By default, the default catalog is hive_metastore
. You can configure a different default catalog.
If your Databricks workspace used the per-workspace Hive metastore before the workspace was enabled for Unity Catalog, Databricks recommends that you keep the default catalog value as hive_metastore
so that your existing code can operate on current Hive metastore data without any change.
Warning
Changing the default catalog can break existing data operations that depend on it.
Switch default catalog
To configure a different default catalog for a workspace, you can use either of these approaches:
Use the Account API to specify a different
default_catalog_name
when you assign a metastore to a workspace (or update the metastore assignment). Use POST /accounts/{account_id}/workspaces/{workspace_id}/metastores/{metastore_id} or PUT /accounts/{account_id}/workspaces/{workspace_id}/metastores/{metastore_id}.Run this Databricks CLI command:
databricks unity-catalog metastores assign --workspace-id 1234567890123456 \ --metastore-id 12a345b6-7890-1cd2-3456-e789f0a12b34 \ --default-catalog-name my_catalog
All SQL warehouses and clusters will use this catalog as the default.

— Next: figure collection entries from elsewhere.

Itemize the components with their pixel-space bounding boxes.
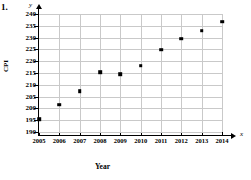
y-axis-tick-mark (34, 14, 38, 15)
x-axis-tick-label: 2007 (73, 137, 86, 144)
data-point (98, 70, 102, 74)
y-axis-tick-mark (34, 97, 38, 98)
gridline-vertical (161, 14, 162, 132)
x-axis-tick-label: 2013 (195, 137, 208, 144)
data-point (220, 20, 224, 24)
gridline-vertical (222, 14, 223, 132)
gridline-horizontal (39, 108, 222, 109)
x-axis-variable-label: x (240, 130, 243, 138)
chart-figure: 1. y x 190195200205210215220225230235240… (0, 0, 251, 180)
gridline-horizontal (39, 85, 222, 86)
data-point (119, 72, 123, 76)
data-point (200, 29, 204, 33)
data-point (37, 118, 41, 122)
gridline-horizontal (39, 120, 222, 121)
x-axis-tick-label: 2005 (33, 137, 46, 144)
gridline-vertical (59, 14, 60, 132)
gridline-horizontal (39, 26, 222, 27)
x-axis-tick-mark (222, 132, 223, 136)
x-axis-line (38, 135, 233, 136)
gridline-horizontal (39, 49, 222, 50)
gridline-horizontal (39, 14, 222, 15)
y-axis-tick-mark (34, 61, 38, 62)
x-axis-arrow-icon (231, 133, 236, 139)
x-axis-tick-label: 2008 (94, 137, 107, 144)
gridline-horizontal (39, 61, 222, 62)
gridline-horizontal (39, 97, 222, 98)
y-axis-tick-mark (34, 26, 38, 27)
gridline-horizontal (39, 132, 222, 133)
y-axis-tick-mark (34, 49, 38, 50)
gridline-vertical (141, 14, 142, 132)
x-axis-title: Year (95, 162, 110, 171)
data-point (180, 37, 184, 41)
gridline-horizontal (39, 73, 222, 74)
gridline-vertical (181, 14, 182, 132)
x-axis-tick-label: 2014 (216, 137, 229, 144)
gridline-horizontal (39, 38, 222, 39)
data-point (78, 89, 82, 93)
y-axis-tick-mark (34, 85, 38, 86)
x-axis-tick-label: 2009 (114, 137, 127, 144)
data-point (159, 48, 163, 52)
y-axis-arrow-icon (36, 4, 42, 9)
x-axis-tick-label: 2011 (155, 137, 168, 144)
data-point (58, 103, 62, 107)
y-axis-tick-mark (34, 132, 38, 133)
y-axis-tick-mark (34, 38, 38, 39)
y-axis-title: CPI (2, 51, 10, 81)
gridline-vertical (80, 14, 81, 132)
y-axis-tick-mark (34, 108, 38, 109)
y-axis-tick-labels: 190195200205210215220225230235240 (0, 0, 36, 180)
data-point (139, 64, 143, 68)
y-axis-tick-mark (34, 73, 38, 74)
plot-area (39, 14, 222, 132)
x-axis-tick-label: 2006 (53, 137, 66, 144)
x-axis-tick-label: 2010 (134, 137, 147, 144)
x-axis-tick-label: 2012 (175, 137, 188, 144)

You can also override the default catalog for a specific cluster by setting the following Spark configuration on the cluster. This approach is not available for SQL warehouses:
spark.databricks.sql.initial.catalog.name
For instructions, see Spark configuration.
Get the current default catalog
To get the current default catalog, run this Databricks CLI command, replacing the metastore ID with yours:
databricks unity-catalog metastores get --id 12a345b6-7890-1cd2-3456-e789f0a12b34
To get the metastore ID, run databricks unity-catalog metastores get-summary
. For an example, see Get summarized information about the current metastore.
Cluster-scoped data access permissions
When you use the Hive metastore alongside Unity Catalog, data access credentials associated with the cluster are used to access Hive metastore data but not data registered in Unity Catalog.
If users access paths that are outside Unity Catalog (such as a path not registered as a table or external location) then the access credentials assigned to the cluster are used.
See Connect to Amazon S3.
Upgrade legacy tables to Unity Catalog
Tables in the Hive metastore do not benefit from the full set of security and governance features that Unity Catalog introduces, such as built-in auditing and access control. Databricks recommends that you upgrade your legacy tables by adding them to Unity Catalog.